Uber is a sharing economy company. Sharing economy companies — like Airbnb, Lending Club, and TaskRabbit — create marketplaces of providers and consumers. For Uber, it’s drivers and riders. For Airbnb, it’s hosts and travelers. For Lending Club, it’s lenders and borrowers. Well, you get the idea.

Any company needs to “know their customer.” But for sharing economy companies, knowing their customer isn’t just important to their business. Customers are their product. Thus, sharing economy companies have a ton of data on both, the consumer and provider, sides of the marketplace.

The critical, though subtle, lessons for the sharing economy can be found in the governance of all this provider and consumer data. To wit, Uber’s God View app. How can we be comfortable with the data that’s collected and how it’s used? Well, three steps toward greater data transparency would go a long way — simply measure, manage, and mirror.

  1. Measure
    Sharing economy companies are all about the metrics. They know, as well as anyone, that you can’t manage what you don’t measure. What might such measurements look like? Basic metadata usage would do the trick. What queries were used to access the data? By whom? How often?
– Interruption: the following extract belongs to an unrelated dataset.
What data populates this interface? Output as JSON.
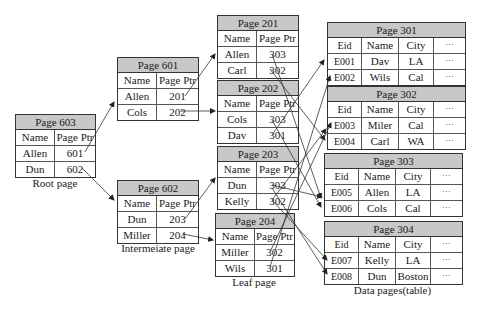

Without measurements like these, the lack of proof becomes an empty vessel for any agenda, whether truth or fiction.
  2. Manage
    Armed with usage data, company management can leverage this data to sensitize the company culture to the most vital data usage policies. The company’s governance personnel can manage to a daily “data usage” dashboard. They’d be armed to take swift action when inappropriate or unauthorized data accesses occur.

    These dashboard reports should be made available to the board of directors, outside counsel, and (for extra credit) external privacy organizations. In the past, I’ve used external privacy groups — like CDT, FPF, and NNEDV — to get their frank and discreet take on the details of internal data governance.
  3. Mirror
    Reflect my own data back to me. As a customer, I’d like reports of when my data is used, how it’s used, and by whom. For many sharing economy companies, customer location data is some of the most sensitive. I’m a frequent Uber user and my expectation of privacy is rather high given that they know where I go and how long I stay. I trust but sure would like to verify.

This episode has shined a bright light on what companies are doing with customer data and why. Outside of occasional data audits, can they prove, every day, that they’re doing what’s legal, ethical, and moral? As I said at a recent talk, transparency disinfects … because it stings.

This post also appeared on LinkedIn.